Ever since the Force squad came together in mid-2005, the players have had no family networks to tap into, no old friends to catch up with, no-one to socialise with but themselves. That's a situation fraught with potential problems in any setting, let alone an isolated city renowned for its hard-drinking culture.
It's not that the Force's original chief executive Peter O'Meara was caught unawares. He would have been well acquainted with the ultimate failed experiment in a football code, the Western Reds, the Super League team dumped in Perth more than a decade ago.
But perhaps O'Meara looked at the Reds' player list, including Julian O'Neill, Rodney Howe and Daio Powell - the player acquitted of killing a young father-of-two in a fight outside a Perth nightclub - and figured the club was just dead unlucky. That not since Lee Marvin pulled together the Dirty Dozen had so many misfits all landed together in the one outfit at the one time.
He did, however, hedge his bets, engaging a psychologist to run the rule over his squad. Back came the report that there were no systemic problems within the club but that a couple of players did have a problem with alcohol.
O'Meara isn't one to name names, but let's take a wild stab: Henjak, who three times now has assaulted people while under the influence of alcohol - one of them O'Meara's son, Liam - and Scott Fava, who three times has been stood down from the team for breathalysing over the club's .05 limit, all this before he was fined $11,000 for mistreating quokkas on a recent pre-season team trip to Rottnest Island. So it was bewildering, not to mention alarming, that Force coach John Mitchell would acknowledge yesterday that not only was Henjak being taken to South Africa for the start of the Force's Super 14 campaign but that he would be starting early on Saturday morning (AEDT) against the Sharks because "he deserves his selection".
Perhaps he does in a purely rugby sense although in a purely rugby sense perhaps he needs to be flogged instead for breaking Sare's jaw and costing the Force the services of one of its frontline wingers for half the season.

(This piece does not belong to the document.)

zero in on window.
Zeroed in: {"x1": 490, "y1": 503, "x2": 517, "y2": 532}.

But at the very least, it demonstrated an insensitivity on Mitchell's part that suggests he has not fully absorbed the lessons of his own coaching past. As director of rugby at English club Sale in the late-1990s, Mitchell is rumoured to have once ordered his players to front up early the morning after a particularly appalling performance in the Premiership. The players arrived full of trepidation but instead of punishing them on the training field, Mitchell allegedly pointed to a barrel of beer and told them to get stuck in.

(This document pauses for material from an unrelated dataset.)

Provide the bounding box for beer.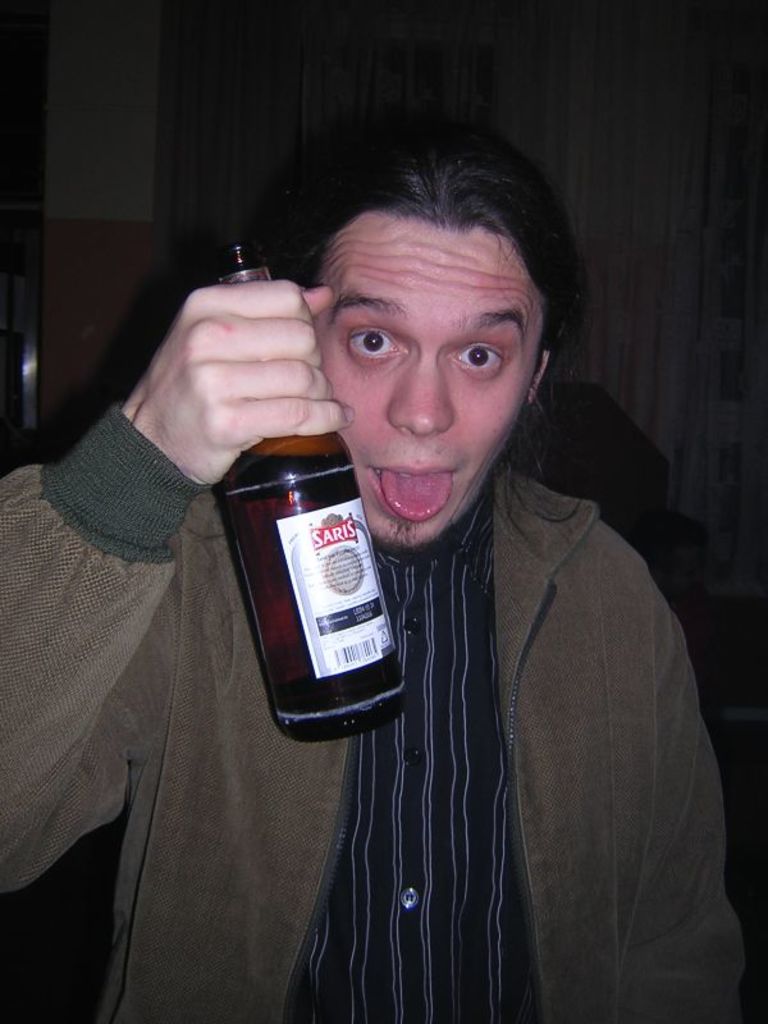
[180, 216, 428, 749].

Six years later, former New Zealand captain Anton Oliver would accuse Mitchell of fostering a booze culture in the All Blacks during the three years he coached the side leading up to the 2003 World Cup, claiming the situation "spiralled dangerously out of control" under the head coach.

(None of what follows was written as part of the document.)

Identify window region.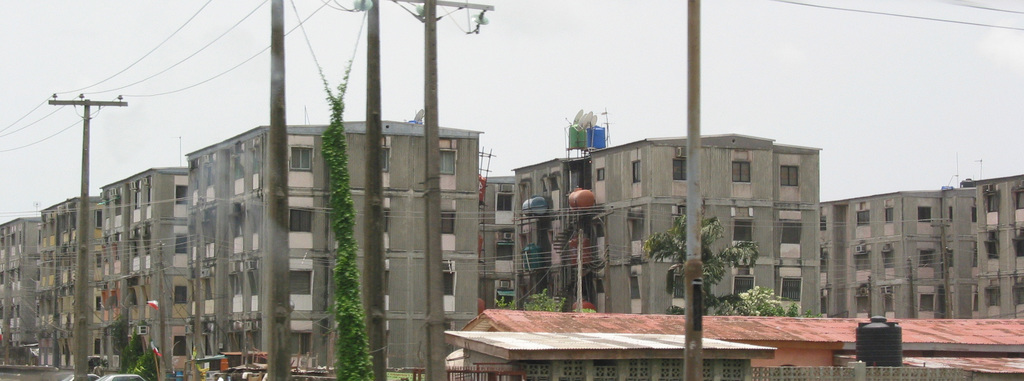
Region: Rect(496, 245, 511, 261).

It's a claim Mitchell emphatically denies but it's difficult for him to deny that there are at least the makings of a trend here.
It's impossible not to sympathise with Mitchell for the situation he now finds himself in, courtesy of Henjak and Sare. He can cover the loss of a winger, barely, but if Henjak is suspended, or worse expelled from the club, the Force can kiss its season goodbye.
No disrespect to James Stannard, the back-up halfback, but he is uncapped at Super 14 level and not ready to play a starting role.
The situation is anything but fair to his innocent players and potentially career-wrecking as far as he himself is concerned.
After all, who can forget the persuasive Mitchell pitch of 2005, when he was doing his darndest to entice players to come to Perth: "A winning team with an exceptional culture."
So far the results have fallen well short of the rhetoric.